To begin the lesson, I had the girls take one item for the altar, and one "jewel" to put on the altar. I asked them to choose the jewel carefully. I brought a handful of large rhinestones and other fake jewelry pieces.

For this lesson I departed wildly from the original text...there wasn't much of the colorfully flamboyant language that would appeal to grade school girls. I asked the girls if they remembered our story about the Buddha telling his followers they had it in them to become Buddhas. I told them the followers told their own parable about how that felt. They said it was like you gave us a jewel that we didn't know we had. It's like we discovered we had this treasure that you hid in our robe. (I gave away the story right up front.)

Then to demonstrate I told a story about two girls who were friends. (And I used my paper dolls for props.) Not so very long ago, these two girls were best friends, and very well off. Their families were rich and influential. You know, if they had lived a long long time ago, you could say they were princesses. So these girls took care of each other, played together, did everything together. But something happened, and one girl's family lost everything. She went from being a rich girl to a very poor girl, and her family had to move away.

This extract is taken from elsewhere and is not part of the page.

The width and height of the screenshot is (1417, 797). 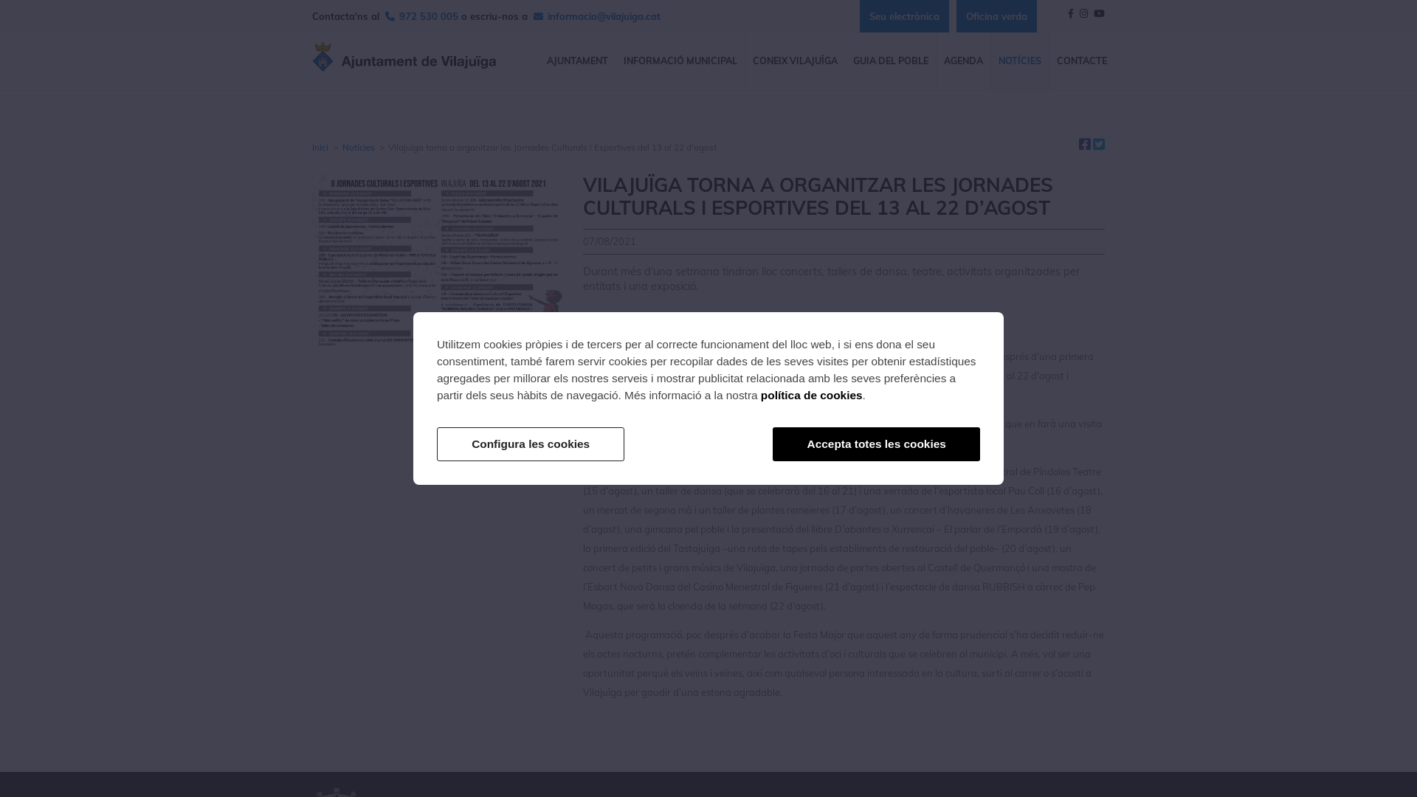 I want to click on Inici, so click(x=323, y=148).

But before they left, the rich friend held a going away party, with lots of food and guests and fun things to do. The poor friend stayed overnight, like a sleepover. She was sleeping in the guest room when, in the middle of the night, her friend tiptoed into the room and slipped a precious jewel into the sleeping girl's bag. The sleeping girl stirred about, and the rich girl thought the other saw her, but really, she was still asleep. The jewel slipped down into the bag, but the gift giver didn't notice that somehow it slipped into the lining.

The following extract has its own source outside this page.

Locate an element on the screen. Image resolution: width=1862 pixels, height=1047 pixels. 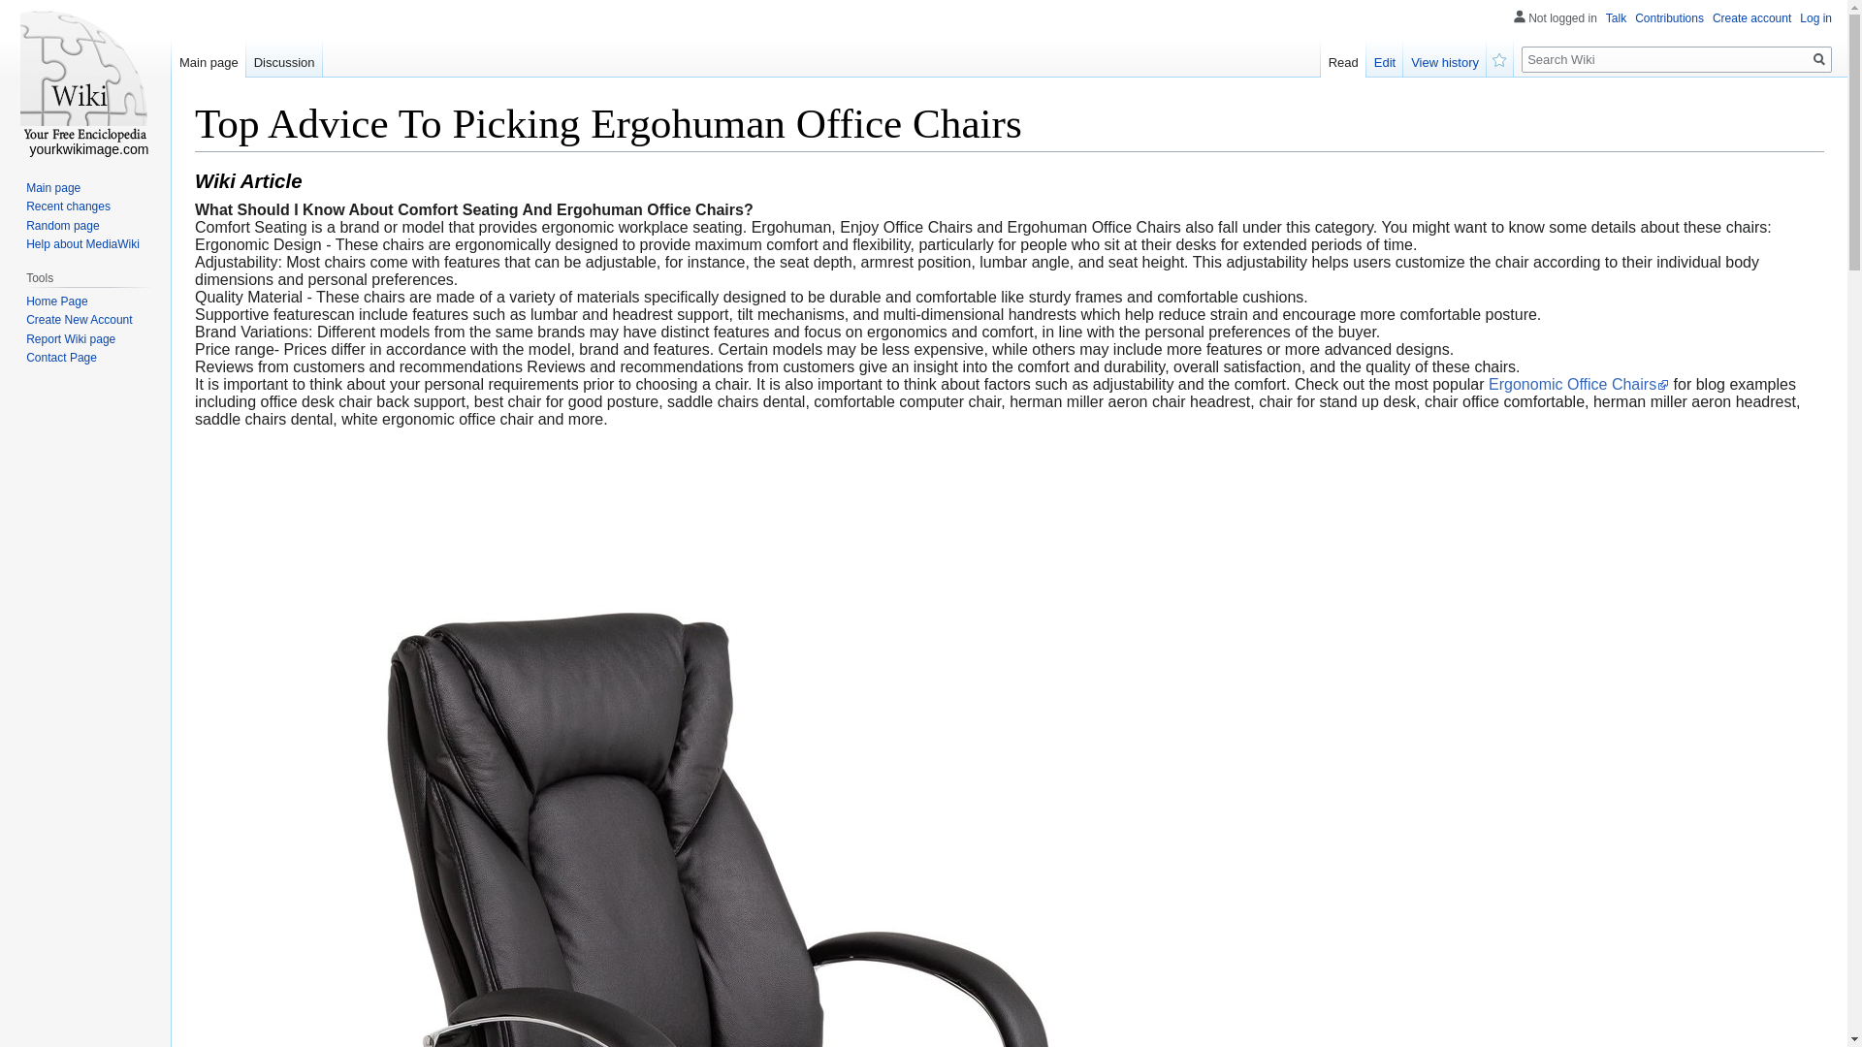
Edit is located at coordinates (1385, 57).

So the next morning the two friends parted and went their separate ways. Years went by, and the poor girl worked hard all those years. She did good work, but it was difficult. Life used to be easier. Finally, the friends met up again, and they had a great reunion.

The rich friend was concerned. Her best friend from childhood was looking so old and tired. She asked, "Why have you been working so hard, when I gave you this precious jewel? You could have used it."

The hard-working friend replied, "I didn't know I had that, where did you put it?" Together the two women found the jewel, still in the bag that the poor woman used all those years. So, the two went out, and celebrated you know, and she got a party dress for herself. (Transformed doll with party dress. One thing I learned, rehearsal would be good! I didn't play with paper dolls as a girl, and they can be awkward. Early in my lesson I got comments like, "You can see her bra!") So, she still worked. It was a good work that she did. But now she had this treasure, she could know she had this safety, this comfort that could make life go a little easier. And well, with a little more money, she could visit her friend more often.

While passing out the dolls (which I cut out to save time) and the clothes for the girls to color and cut out, I repeated the story's lesson at the beginning. "So you might not think you have this understanding to be a buddha, but it turns out you had it in you all the time. It's like you had this precious jewel that's always there, already there. It gives you the wisdom to be a buddha."

At the end of the lesson, each girl took her rhinestone from the altar home, along with her paper dolls. ...except the girl who doesn't like paper dolls.